On the gym floor, a long red line connected two placards reading "High Risk" and "Low Risk", and pupils attempted to gauge the risks of various activities by positioning themselves somewhere along it. It looked like they were walking a tightrope, in more senses than one.

It was, before you ring the Duty Office, an intelligently written, informative scene which knew that there were limits it could not cross. You would have waited in vain for the explicit questions about anal sex. It was also funny and watchable, honest enough to admit that the boys at the back of the class would spend most of their time sniggering and exploring the condom's rich potential as a weapons system. It was, in short, characteristic of Grange Hill's ability to negotiate between an adult notion of what children should watch and children's view of what they want to watch. The paradox, which Grange Hill exploits so well, is that putting education smack in the foreground allows it to be relatively inconspicuous - the Edgar Allen Poe device of hiding something in plain sight. This week's episode, for example, contained a brief digression on black holes and the Hubble telescope which came across as character detail, rather than instruction.

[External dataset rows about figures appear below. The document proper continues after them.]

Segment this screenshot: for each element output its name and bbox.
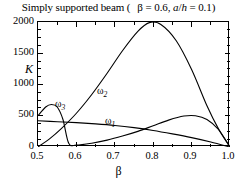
omega3-subscript: 3 xyxy=(62,103,66,112)
chart-title-param1: β = 0.6, xyxy=(137,1,170,13)
chart-title-main: Simply supported beam ( xyxy=(22,1,131,13)
x-tick-0-7: 0.7 xyxy=(98,150,128,161)
curve-label-omega1: ω1 xyxy=(105,116,115,130)
omega3-symbol: ω xyxy=(55,98,62,109)
y-tick-2000: 2000 xyxy=(1,16,34,26)
chart-title: Simply supported beam (β = 0.6, a/h = 0.… xyxy=(0,1,237,13)
plot-area xyxy=(37,21,229,146)
curve-ω3 xyxy=(38,105,230,148)
curves-group xyxy=(38,22,230,147)
y-tick-1000: 1000 xyxy=(1,78,34,88)
omega2-subscript: 2 xyxy=(104,90,108,99)
y-tick-500: 500 xyxy=(1,109,34,119)
x-tick-0-5: 0.5 xyxy=(22,150,52,161)
y-tick-1500: 1500 xyxy=(1,47,34,57)
x-tick-0-9: 0.9 xyxy=(175,150,205,161)
x-axis-title: β xyxy=(0,164,237,179)
curve-label-omega3: ω3 xyxy=(55,99,65,113)
x-tick-0-8: 0.8 xyxy=(137,150,167,161)
y-axis-title: K xyxy=(0,62,33,77)
plot-svg xyxy=(38,22,230,147)
axis-ticks xyxy=(38,22,230,147)
curve-label-omega2: ω2 xyxy=(97,86,107,100)
chart-page: Simply supported beam (β = 0.6, a/h = 0.… xyxy=(0,0,237,181)
curve-ω2 xyxy=(38,22,230,147)
chart-title-param2-val: = 0.1) xyxy=(187,1,215,13)
x-tick-0-6: 0.6 xyxy=(60,150,90,161)
omega1-subscript: 1 xyxy=(112,120,116,129)
curve-ω1 xyxy=(38,121,230,147)
omega2-symbol: ω xyxy=(97,85,104,96)
x-tick-1-0: 1.0 xyxy=(213,150,237,161)
omega1-symbol: ω xyxy=(105,115,112,126)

The Biz (BBC1), a new series for Children's Television, has also decided on a school as its setting, though with more concessions to childhood dreams of fame and achievement. The first episode began with classroom violence, an unbridled riot of hair-pulling and open-handed slaps, but it wasn't a breakdown of class discipline; the Markov School of Dance and Drama just happens to include fight choreography in its curriculum. All this is far more conventional than Grange Hill, a return to a tested genre of ballet and boarding-school stories. There are little rivalries between the pupils, incipient pashes, minor disasters that have to be overcome. This is a drama where the school theatre burns down because of dodgy wiring, not because the school glue-sniffer unwisely lit a cigarette; a school, moreover, where nobody cheers as the flames rise into the sky. It doesn't greatly surprise you that the young girl who can't sing to save her life brings Markov to his feet with the beauty of her dance or that the infuriating school show-off, all funny voices and attitude, reveals that really he's a sensitive petal who wants to play Hamlet.

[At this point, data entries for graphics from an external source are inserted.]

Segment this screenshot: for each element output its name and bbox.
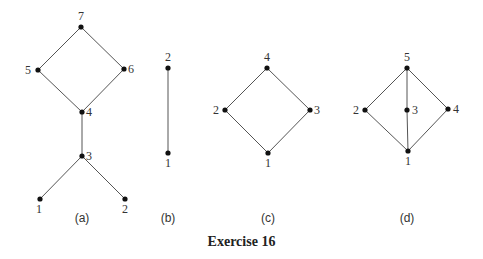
diagram-d: 52341(d) (353, 50, 459, 225)
edge-7-6 (81, 27, 124, 69)
node-label: 3 (412, 103, 418, 117)
node-label: 3 (314, 103, 320, 117)
node-4 (79, 109, 84, 114)
edge-2-1 (225, 110, 268, 153)
node-2 (222, 107, 227, 112)
edge-3-1 (40, 156, 82, 199)
node-label: 1 (265, 156, 271, 170)
node-label: 2 (122, 202, 128, 216)
node-4 (445, 106, 450, 111)
edge-5-2 (365, 68, 407, 110)
node-label: 4 (86, 105, 92, 119)
edge-2-1 (365, 110, 408, 151)
node-label: 7 (78, 9, 84, 23)
node-label: 1 (165, 156, 171, 170)
diagram-b: 21(b) (161, 50, 176, 225)
node-label: 2 (353, 103, 359, 117)
node-3 (307, 107, 312, 112)
node-3 (79, 153, 84, 158)
node-1 (165, 150, 170, 155)
node-1 (405, 148, 410, 153)
node-label: 4 (264, 50, 270, 64)
node-label: 6 (128, 62, 134, 76)
node-label: 1 (405, 154, 411, 168)
figure-caption: Exercise 16 (0, 234, 483, 250)
node-2 (362, 107, 367, 112)
diagram-label: (a) (75, 211, 90, 225)
node-7 (78, 24, 83, 29)
node-2 (122, 196, 127, 201)
node-2 (165, 65, 170, 70)
node-label: 2 (213, 103, 219, 117)
edge-4-2 (225, 68, 267, 110)
node-1 (265, 150, 270, 155)
diagram-c: 4231(c) (213, 50, 320, 225)
diagram-a: 7564312(a) (25, 9, 134, 225)
node-5 (404, 65, 409, 70)
node-label: 4 (453, 102, 459, 116)
node-label: 1 (36, 202, 42, 216)
node-label: 5 (404, 50, 410, 64)
edge-3-1 (268, 110, 310, 153)
node-label: 3 (86, 149, 92, 163)
edge-5-4 (38, 70, 82, 112)
node-1 (37, 196, 42, 201)
edge-4-3 (267, 68, 310, 110)
node-label: 2 (165, 50, 171, 64)
node-3 (404, 107, 409, 112)
hasse-diagrams: 7564312(a)21(b)4231(c)52341(d) (0, 0, 483, 259)
node-4 (264, 65, 269, 70)
edge-7-5 (38, 27, 81, 70)
diagram-label: (d) (400, 211, 415, 225)
node-6 (121, 66, 126, 71)
node-label: 5 (25, 63, 31, 77)
diagram-label: (b) (161, 211, 176, 225)
node-5 (35, 67, 40, 72)
exercise-figure: 7564312(a)21(b)4231(c)52341(d) Exercise … (0, 0, 483, 259)
diagram-label: (c) (261, 211, 275, 225)
edge-3-1 (407, 110, 408, 151)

Even so, the series is nicely done and has its moments of convincing asperity. There was a nice touch during the auditions for the new intake, when a young hopeful does a dreadful soft-shoe routine. "There might be something under the glitz," murmurs one examiner. "If there is, it's very deep," replies the other gloomily. That was a line that expected you to side with the grown-ups, but as well as recognising that talent is unfairly shared out in the world, the drama also acknowledges that childish ambition might not be entirely voluntary and that the adult world that employs them might not be very altruistic. (I wondered briefly, at this point, about all the young hopefuls who failed the auditions for The Biz.) Provided that young viewers don't find child performers as emetic as most adults do, the thing might well be a hit.